Friday, May 17, 2013

Damocles - A Study in Humanity









You know how you start reading a book,  at first you’re real slow, well-mannered and paced, and you remember to stop reading in time to make lunch or dinner, or go to bed? And then you get drawn in, and forget everything else, even making dinner for the family? 
Well, that.
I missed my favorite TV show (CSI:Vegas) to finish Damocles, and when I did, my first thought was, “Oh no! Is she planning a sequel? I want a sequel! We never found out what that meant, with the kraken, and those Sea Gods! I want to know!”

Sheila Redling has written a compelling, gripping novel. In a way, it reminds me of Mary Doria Russell’s The Sparrow, which I also loved very much, but Sheila’s book is more human. 

Damocles is the name of the spaceship that takes a small group of people to explore a far-off planet after receiving a message from The Set, who claim to have seeded Earth with life. The human explorers find an alien culture, and make first contact.

The thing I really like about this novel is the emphasis on language. There are no weapons, no intrigue, no violence. There are only two cultures trying to communicate, and get concepts, values, and ideas across to one another.
How do you explain night to someone who has never seen darkness?
How do you make someone from a world that never sleeps, understand that humans need sleep?
And how do you express that you trust someone when you don’t speak the same language?

Just like Russell’s The Sparrow, Damocles is about finding similarities and accepting differences, about making friends despite those differences, and finding that at the core, the same things count, regardless of culture: trust, love, friendship, honesty.

I love this book: I love its language, and its theme. And I really hope there will be a sequel.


[Work to complete] Only the text belongs in the copy. Transcribe the data exactly and drop any pictures.

[Data extract]
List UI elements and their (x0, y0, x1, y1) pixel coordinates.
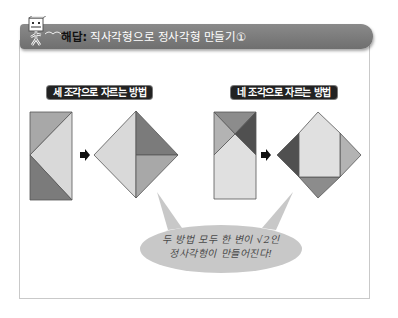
square-four-pieces (277, 112, 361, 198)
bubble-text: 두 방법 모두 한 변이 √2인 정사각형이 만들어진다! (140, 233, 302, 261)
right-arrow-icon (261, 149, 271, 161)
right-arrow-icon (80, 149, 90, 161)
rect-four-pieces (214, 112, 256, 199)
rect-three-pieces (30, 112, 72, 200)
square-three-pieces (94, 111, 178, 198)
bubble-line-2: 정사각형이 만들어진다! (140, 247, 302, 261)
dissection-diagram (0, 0, 398, 318)
bubble-line-1: 두 방법 모두 한 변이 √2인 (140, 233, 302, 247)
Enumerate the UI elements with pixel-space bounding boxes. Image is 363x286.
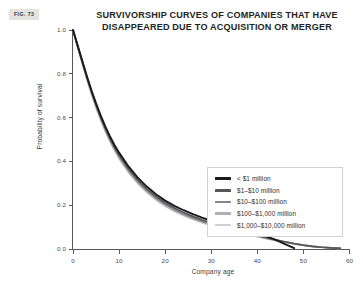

[Answer to this exercise]
List UI elements and their (x0, y0, x1, y1) pixel coordinates.
square-four-pieces (277, 112, 361, 198)
bubble-text: 두 방법 모두 한 변이 √2인 정사각형이 만들어진다! (140, 233, 302, 261)
right-arrow-icon (261, 149, 271, 161)
right-arrow-icon (80, 149, 90, 161)
rect-four-pieces (214, 112, 256, 199)
rect-three-pieces (30, 112, 72, 200)
square-three-pieces (94, 111, 178, 198)
bubble-line-2: 정사각형이 만들어진다! (140, 247, 302, 261)
dissection-diagram (0, 0, 398, 318)
bubble-line-1: 두 방법 모두 한 변이 √2인 (140, 233, 302, 247)
Enumerate the UI elements with pixel-space bounding boxes. Image is 363x286.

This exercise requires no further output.